Commodity prices could keep inflation high, World Bank warns


The days of energy and other commodities serving as a deflationary force could be nearing an end, the World Bank warned, citing geopolitical tensions that have put pressure on demands for oil, industrial metals and other supplies.

Commodity prices have plateaued over the past 12 months, the World Bank noted in a report Thursday earlier reported on by the Financial Times.

It marks a change from the 40% drop global commodity prices experienced between mid-2022 and mid-2023 — led by oil, gas and wheat — which helped drive global inflation down some 2 percentage points within that year, FT reported.

The World Bank warned that inflation could stay elevated as the price of commodities like oil and gas also ticks higher. REUTERS

At the time, there was enough supply to meet demand.

However, as conflicts between Russia and Ukraine and in the Middle East have ramped up, so have the need for commodities such as oil, gas, agriculture and precious metals.

The World Bank is forecasting that prices will fall as little as 3% in 2024 and 4% in 2025, FT reported.

This would still leave prices about 38% higher than they were on average between 2015 and at the start of the pandemic in 2020, per FT.

“A key force for disinflation — falling commodity prices — has essentially hit a wall,” reiterated Indermit Gill, the World Bank Group’s chief economist and senior vice president.

“That means interest rates could remain higher than currently expected this year and next,” Gill added.

The Federal Reserve’s preferred measure of inflation on Friday showed that headline Personal Consumption Expenditures Price Index rose 0.3% last month, or 2.7% on an annualized basis — above expectations of 2.6%.

It also serves as cool comfort to the Fed’s 2% target goal, the World Bank noted, which is a figure the US economy has not seen in more than a decade.

The PCE figure was reported just one day after the Commerce Department reported that the US economy grew at its slowest pace in two years in the first quarter.

The Federal Reserve is now widely anticipated to keep interest rates at their current 23-year high — between 5.25% and 5.5% — until September. REUTERS

Yet again, the data points did not serve well for rate-cut timing.
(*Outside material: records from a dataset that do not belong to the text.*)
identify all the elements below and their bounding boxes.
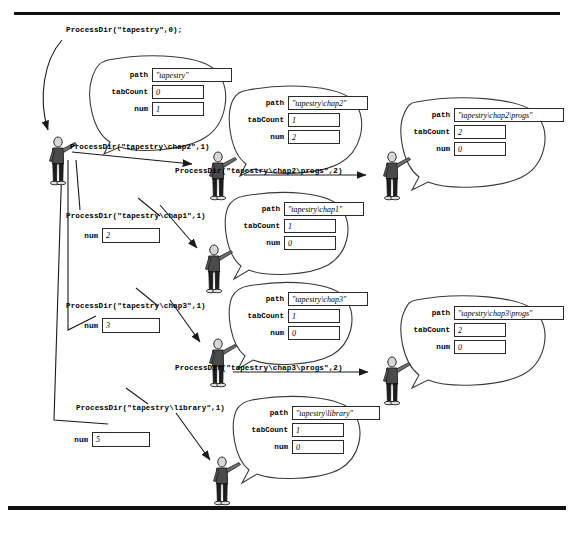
var-label-num: num: [236, 443, 292, 451]
var-row-num: num 5: [62, 432, 150, 447]
var-value-num: 0: [454, 142, 506, 156]
frame-chap3-progs: path "tapestry\chap3\progs" tabCount 2 n…: [398, 306, 564, 357]
var-row-path: path "tapestry\chap3": [232, 292, 368, 306]
call-label-chap2: ProcessDir("tapestry\chap2",1): [70, 143, 210, 151]
var-label-path: path: [96, 71, 152, 79]
var-row-path: path "tapestry": [96, 68, 232, 82]
loose-num-chap3: num 3: [72, 318, 160, 336]
var-row-num: num 2: [232, 130, 368, 144]
var-value-path: "tapestry\chap3\progs": [454, 306, 564, 320]
frame-chap2-progs: path "tapestry\chap2\progs" tabCount 2 n…: [398, 108, 564, 159]
var-row-path: path "tapestry\chap1": [228, 202, 364, 216]
var-value-path: "tapestry\library": [292, 406, 380, 420]
frame-tapestry: path "tapestry" tabCount 0 num 1: [96, 68, 232, 119]
arrow-tapestry-to-chap2: [72, 152, 192, 164]
loose-num-library: num 5: [62, 432, 150, 450]
arrow-tapestry-stem-library: [54, 160, 108, 424]
var-label-num: num: [72, 232, 102, 240]
call-label-library: ProcessDir("tapestry\library",1): [76, 404, 225, 412]
frame-library: path "tapestry\library" tabCount 1 num 0: [236, 406, 380, 457]
var-label-path: path: [228, 205, 284, 213]
var-row-path: path "tapestry\library": [236, 406, 380, 420]
var-row-tabcount: tabCount 2: [398, 125, 564, 139]
var-label-tabcount: tabCount: [232, 312, 288, 320]
var-label-path: path: [232, 99, 288, 107]
var-row-tabcount: tabCount 0: [96, 85, 232, 99]
var-value-num: 5: [92, 432, 150, 447]
var-value-tabcount: 1: [288, 309, 340, 323]
arrow-library-stem: [126, 388, 148, 404]
call-label-chap3-progs: ProcessDir("tapestry\chap3\progs",2): [175, 364, 343, 372]
var-value-num: 3: [102, 318, 160, 333]
var-label-num: num: [398, 145, 454, 153]
var-label-tabcount: tabCount: [398, 326, 454, 334]
var-row-tabcount: tabCount 2: [398, 323, 564, 337]
frame-chap1: path "tapestry\chap1" tabCount 1 num 0: [228, 202, 364, 253]
var-label-num: num: [398, 343, 454, 351]
figure-chap3-progs: [384, 357, 411, 405]
var-row-num: num 1: [96, 102, 232, 116]
var-label-tabcount: tabCount: [96, 88, 152, 96]
var-value-num: 0: [284, 236, 336, 250]
figure-chap2: [210, 152, 237, 200]
var-label-num: num: [62, 436, 92, 444]
var-label-tabcount: tabCount: [398, 128, 454, 136]
var-label-tabcount: tabCount: [232, 116, 288, 124]
var-label-path: path: [398, 111, 454, 119]
var-value-tabcount: 1: [292, 423, 344, 437]
var-value-num: 1: [152, 102, 204, 116]
diagram-artwork: [0, 0, 575, 539]
root-call-label: ProcessDir("tapestry",0);: [66, 26, 182, 34]
var-row-num: num 0: [398, 340, 564, 354]
frame-chap2: path "tapestry\chap2" tabCount 1 num 2: [232, 96, 368, 147]
var-row-path: path "tapestry\chap2": [232, 96, 368, 110]
var-value-num: 2: [102, 228, 160, 243]
var-label-tabcount: tabCount: [228, 222, 284, 230]
var-value-path: "tapestry\chap2\progs": [454, 108, 564, 122]
arrow-to-library: [176, 413, 210, 460]
var-row-num: num 0: [228, 236, 364, 250]
var-row-path: path "tapestry\chap3\progs": [398, 306, 564, 320]
var-row-tabcount: tabCount 1: [228, 219, 364, 233]
var-value-num: 0: [292, 440, 344, 454]
var-value-tabcount: 2: [454, 125, 506, 139]
var-row-num: num 2: [72, 228, 160, 243]
var-value-tabcount: 2: [454, 323, 506, 337]
var-value-tabcount: 0: [152, 85, 204, 99]
var-value-num: 0: [288, 326, 340, 340]
arrow-tapestry-stem-chap1: [76, 160, 80, 210]
var-row-num: num 3: [72, 318, 160, 333]
var-label-path: path: [232, 295, 288, 303]
var-value-path: "tapestry\chap1": [284, 202, 364, 216]
call-label-chap3: ProcessDir("tapestry\chap3",1): [66, 302, 206, 310]
var-label-num: num: [232, 329, 288, 337]
var-row-num: num 0: [232, 326, 368, 340]
var-row-tabcount: tabCount 1: [232, 113, 368, 127]
var-value-path: "tapestry\chap2": [288, 96, 368, 110]
diagram-canvas: ProcessDir("tapestry",0); ProcessDir("ta…: [0, 0, 575, 539]
var-label-num: num: [72, 322, 102, 330]
var-value-path: "tapestry\chap3": [288, 292, 368, 306]
var-label-path: path: [236, 409, 292, 417]
var-label-path: path: [398, 309, 454, 317]
arrow-root-to-tapestry: [43, 40, 62, 130]
var-label-tabcount: tabCount: [236, 426, 292, 434]
var-label-num: num: [228, 239, 284, 247]
var-value-tabcount: 1: [284, 219, 336, 233]
var-value-path: "tapestry": [152, 68, 232, 82]
figure-library: [214, 457, 241, 505]
var-row-num: num 0: [398, 142, 564, 156]
var-row-tabcount: tabCount 1: [232, 309, 368, 323]
call-label-chap2-progs: ProcessDir("tapestry\chap2\progs",2): [175, 167, 343, 175]
var-label-num: num: [232, 133, 288, 141]
var-row-tabcount: tabCount 1: [236, 423, 380, 437]
var-value-tabcount: 1: [288, 113, 340, 127]
figure-chap3: [210, 339, 237, 387]
figure-chap2-progs: [384, 152, 411, 200]
var-row-num: num 0: [236, 440, 380, 454]
frame-chap3: path "tapestry\chap3" tabCount 1 num 0: [232, 292, 368, 343]
call-label-chap1: ProcessDir("tapestry\chap1",1): [66, 212, 206, 220]
var-value-num: 0: [454, 340, 506, 354]
var-value-num: 2: [288, 130, 340, 144]
var-label-num: num: [96, 105, 152, 113]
Consensus among traders is that the Fed will now hold off until September before it slashes rates from their current 23-year-high, between 5.25% and 5.5%.

They are also predicting there will be two cuts of 25 basis points instead of the three that had been projected this year, totaling 75 basis points.

While most commodities are set to experience a slowdown, according to the World Bank’s forecasts, copper could still experience a rise in prices in the coming months as the metal is an important component in electric vehicles’ batteries and charging stations.

In the US, President Joe Biden has been gradually banning the sale of vehicles powered by gasoline or diesel fuel in an effort to make at least half of all new vehicle sales electric by the end of the decade.

Internationally, competition in China, in particular, has been revving up its investments in EVs, with automaker BYD even beating Tesla out late last year as the world’s top EV maker.

Electric vehicles in China, in particular, has been revving up its investments in EVs, with automaker BYD even beating Tesla out late last year as the world’s top EV maker. REUTERS

The World Bank’s report also noted that tensions in the Middle East will send the cost of oil and gold higher, which is typical in times of conflict, FT reported.

The bank said it expects the price of Brent crude oil to average $84 a barrel this year — slightly higher than 2023’s average — before falling to $79 in 2025.

At the time of writing, Brent was trading just over $84 per barrel. The week prior, however, it topped $90 per barrel after a US official told ABC News that Israel launched retaliatory missile strikes against Iran earlier this month.

Gold, meanwhile, has also been spiking as the precious metal retains its value as a hedge against inflation.